The pastor has aged gracefully in this young man's game. He has found a way of staying in the action without impeding it. Pops plays left wing by the book. "He's a stickhandler and a dekeman. He really fakes you out," says Santini. "But he doesn't move as quick as he used to." Teammates mustn't be too obvious about pampering Pops. "He gets mad," says Chuck Clark, 47. "He'll shout, 'Now don't do that. Get serious!' You have to try to take the puck away from him, but not too hard."
When Pops scores, he just grins and skates away—no hugs, no fanfare. "It's obvious that he was once a great hockey player," says Mark Asadoorian, 32.
Robert Burgess was born in Kilmarnock, Scotland, on Jan. 30, 1907 and moved to Canada with his family in the early 1920s. He began playing hockey and soccer in his teens, joined the Canadian army before World War II and starred on a regimental hockey team that won the army championship. Later he coached the Canadian army team. He skated in several Canadian church leagues before moving to Queens in 1964. Pops was playing senior hockey before there was a slap shot. He figures that if you add up all his goals, he has scored between 500 and 800 in his career. "I've been playing long enough, it should be thousands," he says.

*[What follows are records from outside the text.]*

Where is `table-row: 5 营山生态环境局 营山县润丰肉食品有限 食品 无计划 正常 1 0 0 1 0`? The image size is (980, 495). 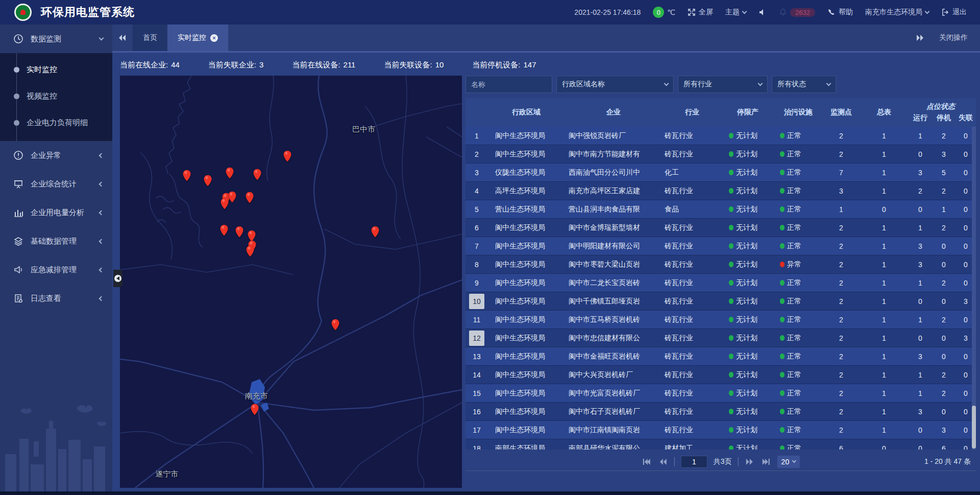
table-row: 5 营山生态环境局 营山县润丰肉食品有限 食品 无计划 正常 1 0 0 1 0 is located at coordinates (721, 209).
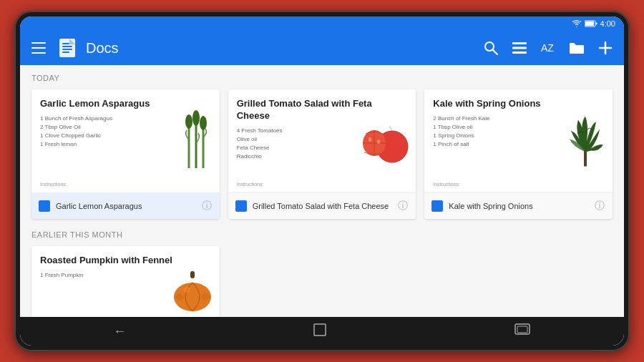 The height and width of the screenshot is (362, 644). What do you see at coordinates (322, 235) in the screenshot?
I see `earlier-label: EARLIER THIS MONTH` at bounding box center [322, 235].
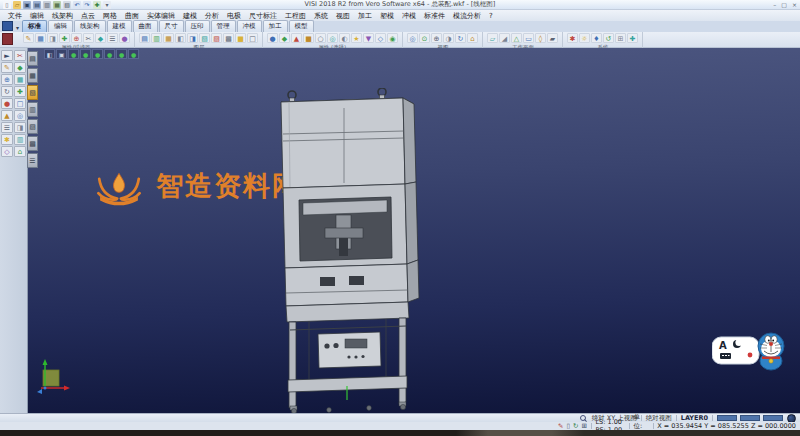 Image resolution: width=800 pixels, height=436 pixels. Describe the element at coordinates (88, 16) in the screenshot. I see `menu-item: 点云` at that location.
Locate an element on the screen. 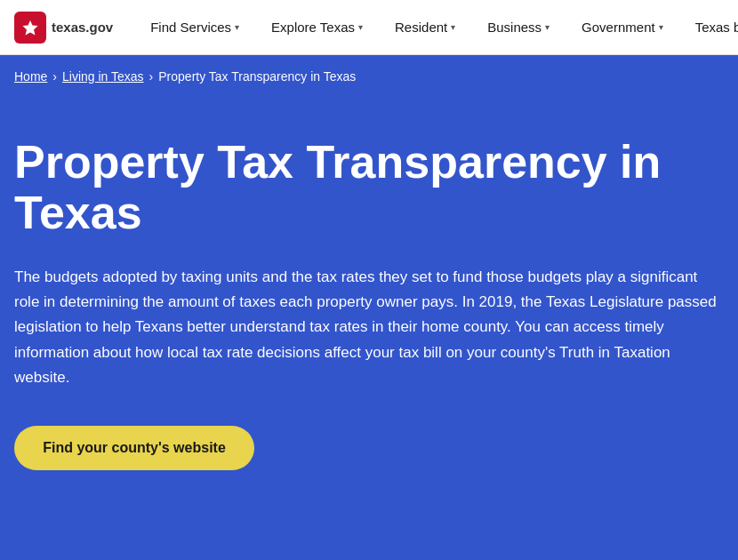 Image resolution: width=738 pixels, height=560 pixels. nav-explore-texas: Explore Texas ▾ is located at coordinates (317, 27).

Senior hockey has held many grand moments for Pops, but none compares with the moment last summer when he was named Rookie of the Year at the Snoopy, the premier oldtimers tournament in the U.S., hosted by cartoonist Charles Schulz in Santa Rosa, Calif.
Pops played on the Apple Core's third line, "the old line," with Heslin and Arnie Caruso, 53, recently recovered from triple-bypass surgery. "Opponents would see that line and start lickin' their chops. They could never understand afterward why they couldn't take this old guy," says Santini.
The Oldtimers finished third among the four teams in their division; nevertheless, Pops, the oldest player, was awarded a Snoopy dog dish as the outstanding rookie. Schulz suggested he use it as a collection plate.
When Pops turned 70, his teammates began honoring him on his birthday with a special dinner before practice. At last year's dinner they gave him a new hockey stick to replace the one he had used for 15 years. It was his first stick with a curved blade. Pops cried.
PHOTO
JOHN IACONO
He's tops at the point and in the pulpit.